As the number and severity of security incidents have risen over the past few years, so has the importance of security management. Add to that regulatory pressures that are forcing firms to demonstrate operational risk controls and report the effectiveness and weaknesses of their control frameworks, and financial firms are facing security challenges like never before.
In an effort to better safeguard HP’s own infrastructure and data, as well as that of its financial services clients, HP has devoted considerable investment, time and resources toward developing a set of best practices for maintaining a safe and secure IT environment. Through this work, HP has developed a security regimen built on three effective principles of security – one must have a thorough understanding of the current state of their security practices, a comprehensive identity management program is required, and the widespread deployment of encryption technologies is essential.

The first principle requires the careful analysis and documenting of security practices within an organization. This begins with a 360-degree security assessment that determines the overall state of the organization’s security posture. In its extensive work with FSI customers, HP has found that the mean score for most organizations is only 52 percent adherence to standard industry practices (ISO 17799). Areas generally scoring the lowest are access control/authorization and data protection, both of which are addressed by HP’s security principles regimen. HP assessment can also include a risk assessment, which evaluates the potential impact of security breaches and determines the appropriate responses for areas of high exposure. HP’s assessment process cross-maps the results to any regulatory requirements and industry security standards that a financial services firm must adhere to.
Identity management is the second critical principle in a sound security architecture. Identity management requires a full knowledge of business processes, organizational relationships and identity data, and the proper tools for managing the interactions of these components. HP OpenView Identity Management software automates control over users attempting to access a firm’s business systems, thus enabling a company to achieve sustainable corporate governance by auditing all actions and change approvals. And, this solution can be extended to non-IT touch points such as buildings and telephones.
HP OpenView Identity Management actually consists of several elements. HP OpenView Select Identity manages users’ access entitlements by automating the complete process of registration, approval, user provisioning, ongoing account maintenance, and termination. HP OpenView Select Access provides centralized authorization across Web-enabled applications. HP OpenView Select Federation extends the single sign-on experience to allow the sharing and management of user identities among external organizations. HP OpenView Select Audit aggregates identity audit information to give an auditor’s perspective on identity controls and how they align with the business.
The third principal of a security foundation is encryption, both inside and outside the firewall. Many firms encrypt data that is leaving the company, but find it hard to cost-justify full encryption behind the firewall. Striking the right balance is the key. Along with helping companies construct the correct architecture for their unique environment, HP also has specific products to help in this area. One example is HP Atalla, which provides hardware-based cryptographic algorithms for sensitive data and financial transactions. This proven technology is used by a large percentage of FSI organizations worldwide as well as HP itself.
As a leading high technology company, HP has long faced the need to secure proprietary data for itself; customers with special needs like the U.S. government, and customers for whom HP provides full IT outsourcing services. Using that experience, HP has created a complete set of security services designed to help FSI firms deal with today’s sophisticated security challenges.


### About this exercise
Below are the records; count how many of their lines carry "工业电力消费弹性系数" and give only the number.

┌──

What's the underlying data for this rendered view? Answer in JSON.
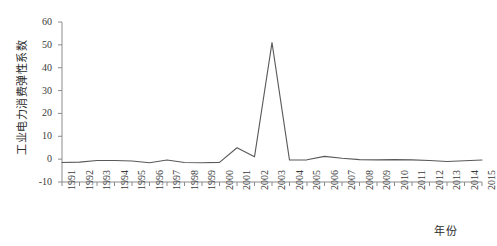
{
  "chart_data": {
    "type": "line",
    "title": "",
    "xlabel": "年份",
    "ylabel": "工业电力消费弹性系数",
    "x": [
      1991,
      1992,
      1993,
      1994,
      1995,
      1996,
      1997,
      1998,
      1999,
      2000,
      2001,
      2002,
      2003,
      2004,
      2005,
      2006,
      2007,
      2008,
      2009,
      2010,
      2011,
      2012,
      2013,
      2014,
      2015
    ],
    "values": [
      -1.5,
      -1.3,
      -0.6,
      -0.6,
      -0.8,
      -1.6,
      -0.4,
      -1.5,
      -1.6,
      -1.4,
      5.0,
      1.0,
      51.0,
      -0.4,
      -0.3,
      1.2,
      0.4,
      -0.2,
      -0.3,
      -0.2,
      -0.3,
      -0.6,
      -1.0,
      -0.7,
      -0.4
    ],
    "series_name": "工业电力消费弹性系数",
    "xlim": [
      1991,
      2015
    ],
    "ylim": [
      -10,
      60
    ],
    "yticks": [
      -10,
      0,
      10,
      20,
      30,
      40,
      50,
      60
    ],
    "ytick_labels": [
      "-10",
      "0",
      "10",
      "20",
      "30",
      "40",
      "50",
      "60"
    ],
    "xticks": [
      1991,
      1992,
      1993,
      1994,
      1995,
      1996,
      1997,
      1998,
      1999,
      2000,
      2001,
      2002,
      2003,
      2004,
      2005,
      2006,
      2007,
      2008,
      2009,
      2010,
      2011,
      2012,
      2013,
      2014,
      2015
    ],
    "xtick_labels": [
      "1991",
      "1992",
      "1993",
      "1994",
      "1995",
      "1996",
      "1997",
      "1998",
      "1999",
      "2000",
      "2001",
      "2002",
      "2003",
      "2004",
      "2005",
      "2006",
      "2007",
      "2008",
      "2009",
      "2010",
      "2011",
      "2012",
      "2013",
      "2014",
      "2015"
    ],
    "grid": false,
    "legend": false,
    "line_color": "#595959",
    "axis_color": "#8c8c8c",
    "background": "#ffffff",
    "peak": {
      "year": 2003,
      "value": 51.0
    }
  }
}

└──

### Completed task
2